Notes on

Steal Like an Artist

by Austin Kleon

| 4 min read


Chapter 1: Steal Like an Artist

  • What is originality? Undetected plagiarism.” —William Ralph Inge
  • André Gide said, “Everything that needs to be said has already been said. But, since no one was listening, everything must be said again.”
  • You are, in fact, a mashup of what you choose to let into your life. You are the sum of your influences. The German writer Goethe said, “We are shaped and fashioned by what we love.””
    • “You’re only going to be as good as the stuff you surround yourself with”
  • “Your job is to collect good ideas. The more good ideas you collect, the more you can choose from to be influenced by.”
  • “The great thing about dead or remote masters is that they can’t refuse you as an apprentice. You can learn whatever you want from them. They left their lesson plans in their work.”
  • You have to be curious about the world in which you live. Look things up. Chase down every reference. Go deeper than anybody else—that’s how you’ll get ahead.
  • Always be reading. Get lost in the stacks of books. Read bibliographies. It’s not the book you start with, it’s the book that book leads you to.

Chapter 2: Don’t Wait Until You Know Who You Are to Get Started

  • Copy your heroes. Fix what they do wrong and use their work to amplify and transform it into your own — add your own thing to it.
    • Copying — not plagiarism. You’re not passing off their work as your own. You have to make it your own.
  • Dress for the job you want, not the job you have. Do the work you want to do.
  • “If you have one person you’re influenced by, everyone will say you’re the next whoever. But if you rip off a hundred people, everyone will say you’re so original!” — Gary Panter
  • What to copy is a little bit trickier. Don’t just steal the style, steal the thinking behind the style. You don’t want to look like your heroes, you want to see like your heroes.”
    • You get to glimpse into their minds. And that’s what you really want.
    • But if you can’t do this, you’ll never understand where they are coming from — and you’ll never be anything more than a knockoff.

Chapter 3: Write the Book You Want to Read

  • “The manifesto is this: Draw the art you want to see, start the business you want to run, play the music you want to hear, write the books you want to read, build the products you want to use—do the work you want to see done.”

Chapter 4: Use Your Hands

  • Use your hands instead of your computer once in a while.

Chapter 5: Side Projects and Hobbies Are Important

  • Have multiple projects going at once. When you’re sick of one, move to another. Move back and forth. This is ‘productive procrastination’.
  • “Take time to mess around. Get lost. Wander. You never know where it’s going to lead you.”
  • Keep all your passions in your life. Don’t discard them.

Chapter 6: The Secret: Do Good Work and Share It with People

  • “If there was a secret formula for becoming known, I would give it to you. But there’s only one not-so-secret formula that I know: Do good work and share it with people.”
  • “People love it when you give your secrets away, and sometimes, if you’re smart about it, they’ll reward you by buying the things you’re selling.”
  • Use the internet to get ideas and projects.
  • “Learn to code. Figure out how to make a website. Figure out blogging. Figure out Twitter and social media and all that other stuff. Find people on the Internet who love the same things as you and connect with them. Share things with them.”

Chapter 8: Be Nice. (The World Is a Small Town.)

  • Harold Ramis: “Find the most talented person in the room, and if it’s not you, go stand next to him. Hang out with him. Try to be helpful.
    • If that’s you, find another room.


** TASK PROMPT **
If a record holds a picture, leave the picture out, but write out everything else exactly.
————
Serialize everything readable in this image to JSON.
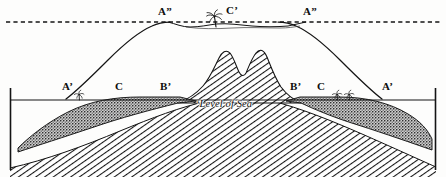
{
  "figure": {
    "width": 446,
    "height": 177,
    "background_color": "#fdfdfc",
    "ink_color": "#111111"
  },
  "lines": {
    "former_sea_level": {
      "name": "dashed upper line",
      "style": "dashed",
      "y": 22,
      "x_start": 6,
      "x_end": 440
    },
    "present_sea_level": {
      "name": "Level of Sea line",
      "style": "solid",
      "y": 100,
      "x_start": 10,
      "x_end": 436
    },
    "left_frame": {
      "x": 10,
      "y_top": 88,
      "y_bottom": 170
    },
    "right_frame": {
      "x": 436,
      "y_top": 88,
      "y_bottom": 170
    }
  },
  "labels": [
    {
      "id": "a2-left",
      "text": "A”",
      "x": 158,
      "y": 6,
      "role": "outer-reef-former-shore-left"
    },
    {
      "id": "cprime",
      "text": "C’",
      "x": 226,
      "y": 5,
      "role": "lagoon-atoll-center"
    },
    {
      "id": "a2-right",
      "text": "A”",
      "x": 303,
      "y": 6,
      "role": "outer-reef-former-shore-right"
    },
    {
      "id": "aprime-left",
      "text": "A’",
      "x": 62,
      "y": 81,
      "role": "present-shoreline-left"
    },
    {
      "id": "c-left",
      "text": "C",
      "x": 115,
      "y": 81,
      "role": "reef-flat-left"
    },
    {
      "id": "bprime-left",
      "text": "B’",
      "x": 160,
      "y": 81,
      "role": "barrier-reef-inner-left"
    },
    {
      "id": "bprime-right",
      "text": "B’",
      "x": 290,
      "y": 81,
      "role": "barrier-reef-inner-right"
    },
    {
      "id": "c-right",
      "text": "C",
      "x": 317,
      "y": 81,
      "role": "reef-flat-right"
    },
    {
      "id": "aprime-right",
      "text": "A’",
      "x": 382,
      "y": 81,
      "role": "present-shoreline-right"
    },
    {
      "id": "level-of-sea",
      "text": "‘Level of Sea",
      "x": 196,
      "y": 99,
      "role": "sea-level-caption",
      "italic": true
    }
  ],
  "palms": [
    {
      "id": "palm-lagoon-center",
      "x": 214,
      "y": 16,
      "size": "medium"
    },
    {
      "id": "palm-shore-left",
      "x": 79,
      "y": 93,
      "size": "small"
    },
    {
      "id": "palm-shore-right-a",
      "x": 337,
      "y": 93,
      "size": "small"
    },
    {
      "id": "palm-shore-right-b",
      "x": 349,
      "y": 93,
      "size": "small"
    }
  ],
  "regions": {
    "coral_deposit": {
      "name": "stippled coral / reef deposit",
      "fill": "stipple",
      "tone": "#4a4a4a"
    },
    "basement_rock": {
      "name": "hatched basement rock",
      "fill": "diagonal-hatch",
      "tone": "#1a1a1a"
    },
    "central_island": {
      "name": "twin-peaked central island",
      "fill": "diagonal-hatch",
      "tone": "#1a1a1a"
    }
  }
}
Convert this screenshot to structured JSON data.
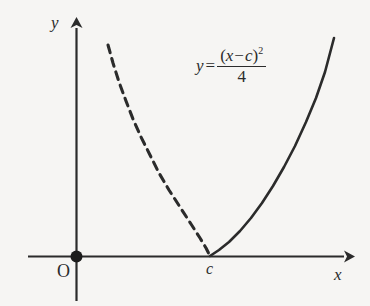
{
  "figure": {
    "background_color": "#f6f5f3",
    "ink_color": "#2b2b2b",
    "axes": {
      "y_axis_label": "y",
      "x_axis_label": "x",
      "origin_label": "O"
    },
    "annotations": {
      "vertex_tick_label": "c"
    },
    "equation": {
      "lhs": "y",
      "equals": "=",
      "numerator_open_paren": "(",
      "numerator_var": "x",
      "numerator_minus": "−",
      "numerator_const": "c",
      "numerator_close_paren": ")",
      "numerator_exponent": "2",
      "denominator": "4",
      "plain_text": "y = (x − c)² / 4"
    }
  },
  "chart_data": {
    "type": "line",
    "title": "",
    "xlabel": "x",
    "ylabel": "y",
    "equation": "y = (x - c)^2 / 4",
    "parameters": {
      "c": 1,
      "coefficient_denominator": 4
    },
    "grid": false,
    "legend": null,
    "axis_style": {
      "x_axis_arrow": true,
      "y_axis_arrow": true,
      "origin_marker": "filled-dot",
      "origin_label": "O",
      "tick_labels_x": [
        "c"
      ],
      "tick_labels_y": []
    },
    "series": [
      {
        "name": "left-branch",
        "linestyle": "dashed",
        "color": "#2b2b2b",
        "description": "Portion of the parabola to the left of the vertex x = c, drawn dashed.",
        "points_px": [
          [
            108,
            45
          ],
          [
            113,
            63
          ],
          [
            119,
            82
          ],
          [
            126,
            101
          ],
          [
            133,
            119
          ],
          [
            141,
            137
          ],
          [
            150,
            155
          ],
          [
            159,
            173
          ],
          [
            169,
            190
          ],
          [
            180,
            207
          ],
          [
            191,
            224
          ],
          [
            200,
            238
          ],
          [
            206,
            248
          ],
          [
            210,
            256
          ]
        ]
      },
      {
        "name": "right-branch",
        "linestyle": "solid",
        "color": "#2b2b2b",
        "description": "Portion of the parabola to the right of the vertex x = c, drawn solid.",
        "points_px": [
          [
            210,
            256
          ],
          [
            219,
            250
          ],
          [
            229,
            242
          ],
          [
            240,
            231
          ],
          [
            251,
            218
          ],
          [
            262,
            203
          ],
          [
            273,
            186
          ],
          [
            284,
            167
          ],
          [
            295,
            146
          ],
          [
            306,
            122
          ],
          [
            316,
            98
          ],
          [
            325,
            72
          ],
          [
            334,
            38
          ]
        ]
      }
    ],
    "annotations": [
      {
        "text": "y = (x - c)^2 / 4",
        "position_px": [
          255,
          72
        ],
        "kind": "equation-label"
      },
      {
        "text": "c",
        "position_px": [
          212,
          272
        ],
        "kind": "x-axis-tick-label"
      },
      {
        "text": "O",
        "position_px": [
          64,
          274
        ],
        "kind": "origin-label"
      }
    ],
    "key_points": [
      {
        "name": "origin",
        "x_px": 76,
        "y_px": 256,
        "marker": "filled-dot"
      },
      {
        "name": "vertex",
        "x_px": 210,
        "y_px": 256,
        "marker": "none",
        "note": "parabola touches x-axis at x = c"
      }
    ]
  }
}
————
** WORKED SOLUTION **
Serialize everything readable in this image to JSON.
{
  "figure": {
    "width": 446,
    "height": 177,
    "background_color": "#fdfdfc",
    "ink_color": "#111111"
  },
  "lines": {
    "former_sea_level": {
      "name": "dashed upper line",
      "style": "dashed",
      "y": 22,
      "x_start": 6,
      "x_end": 440
    },
    "present_sea_level": {
      "name": "Level of Sea line",
      "style": "solid",
      "y": 100,
      "x_start": 10,
      "x_end": 436
    },
    "left_frame": {
      "x": 10,
      "y_top": 88,
      "y_bottom": 170
    },
    "right_frame": {
      "x": 436,
      "y_top": 88,
      "y_bottom": 170
    }
  },
  "labels": [
    {
      "id": "a2-left",
      "text": "A”",
      "x": 158,
      "y": 6,
      "role": "outer-reef-former-shore-left"
    },
    {
      "id": "cprime",
      "text": "C’",
      "x": 226,
      "y": 5,
      "role": "lagoon-atoll-center"
    },
    {
      "id": "a2-right",
      "text": "A”",
      "x": 303,
      "y": 6,
      "role": "outer-reef-former-shore-right"
    },
    {
      "id": "aprime-left",
      "text": "A’",
      "x": 62,
      "y": 81,
      "role": "present-shoreline-left"
    },
    {
      "id": "c-left",
      "text": "C",
      "x": 115,
      "y": 81,
      "role": "reef-flat-left"
    },
    {
      "id": "bprime-left",
      "text": "B’",
      "x": 160,
      "y": 81,
      "role": "barrier-reef-inner-left"
    },
    {
      "id": "bprime-right",
      "text": "B’",
      "x": 290,
      "y": 81,
      "role": "barrier-reef-inner-right"
    },
    {
      "id": "c-right",
      "text": "C",
      "x": 317,
      "y": 81,
      "role": "reef-flat-right"
    },
    {
      "id": "aprime-right",
      "text": "A’",
      "x": 382,
      "y": 81,
      "role": "present-shoreline-right"
    },
    {
      "id": "level-of-sea",
      "text": "‘Level of Sea",
      "x": 196,
      "y": 99,
      "role": "sea-level-caption",
      "italic": true
    }
  ],
  "palms": [
    {
      "id": "palm-lagoon-center",
      "x": 214,
      "y": 16,
      "size": "medium"
    },
    {
      "id": "palm-shore-left",
      "x": 79,
      "y": 93,
      "size": "small"
    },
    {
      "id": "palm-shore-right-a",
      "x": 337,
      "y": 93,
      "size": "small"
    },
    {
      "id": "palm-shore-right-b",
      "x": 349,
      "y": 93,
      "size": "small"
    }
  ],
  "regions": {
    "coral_deposit": {
      "name": "stippled coral / reef deposit",
      "fill": "stipple",
      "tone": "#4a4a4a"
    },
    "basement_rock": {
      "name": "hatched basement rock",
      "fill": "diagonal-hatch",
      "tone": "#1a1a1a"
    },
    "central_island": {
      "name": "twin-peaked central island",
      "fill": "diagonal-hatch",
      "tone": "#1a1a1a"
    }
  }
}
Convert this screenshot to structured JSON data.
{
  "figure": {
    "background_color": "#f6f5f3",
    "ink_color": "#2b2b2b",
    "axes": {
      "y_axis_label": "y",
      "x_axis_label": "x",
      "origin_label": "O"
    },
    "annotations": {
      "vertex_tick_label": "c"
    },
    "equation": {
      "lhs": "y",
      "equals": "=",
      "numerator_open_paren": "(",
      "numerator_var": "x",
      "numerator_minus": "−",
      "numerator_const": "c",
      "numerator_close_paren": ")",
      "numerator_exponent": "2",
      "denominator": "4",
      "plain_text": "y = (x − c)² / 4"
    }
  },
  "chart_data": {
    "type": "line",
    "title": "",
    "xlabel": "x",
    "ylabel": "y",
    "equation": "y = (x - c)^2 / 4",
    "parameters": {
      "c": 1,
      "coefficient_denominator": 4
    },
    "grid": false,
    "legend": null,
    "axis_style": {
      "x_axis_arrow": true,
      "y_axis_arrow": true,
      "origin_marker": "filled-dot",
      "origin_label": "O",
      "tick_labels_x": [
        "c"
      ],
      "tick_labels_y": []
    },
    "series": [
      {
        "name": "left-branch",
        "linestyle": "dashed",
        "color": "#2b2b2b",
        "description": "Portion of the parabola to the left of the vertex x = c, drawn dashed.",
        "points_px": [
          [
            108,
            45
          ],
          [
            113,
            63
          ],
          [
            119,
            82
          ],
          [
            126,
            101
          ],
          [
            133,
            119
          ],
          [
            141,
            137
          ],
          [
            150,
            155
          ],
          [
            159,
            173
          ],
          [
            169,
            190
          ],
          [
            180,
            207
          ],
          [
            191,
            224
          ],
          [
            200,
            238
          ],
          [
            206,
            248
          ],
          [
            210,
            256
          ]
        ]
      },
      {
        "name": "right-branch",
        "linestyle": "solid",
        "color": "#2b2b2b",
        "description": "Portion of the parabola to the right of the vertex x = c, drawn solid.",
        "points_px": [
          [
            210,
            256
          ],
          [
            219,
            250
          ],
          [
            229,
            242
          ],
          [
            240,
            231
          ],
          [
            251,
            218
          ],
          [
            262,
            203
          ],
          [
            273,
            186
          ],
          [
            284,
            167
          ],
          [
            295,
            146
          ],
          [
            306,
            122
          ],
          [
            316,
            98
          ],
          [
            325,
            72
          ],
          [
            334,
            38
          ]
        ]
      }
    ],
    "annotations": [
      {
        "text": "y = (x - c)^2 / 4",
        "position_px": [
          255,
          72
        ],
        "kind": "equation-label"
      },
      {
        "text": "c",
        "position_px": [
          212,
          272
        ],
        "kind": "x-axis-tick-label"
      },
      {
        "text": "O",
        "position_px": [
          64,
          274
        ],
        "kind": "origin-label"
      }
    ],
    "key_points": [
      {
        "name": "origin",
        "x_px": 76,
        "y_px": 256,
        "marker": "filled-dot"
      },
      {
        "name": "vertex",
        "x_px": 210,
        "y_px": 256,
        "marker": "none",
        "note": "parabola touches x-axis at x = c"
      }
    ]
  }
}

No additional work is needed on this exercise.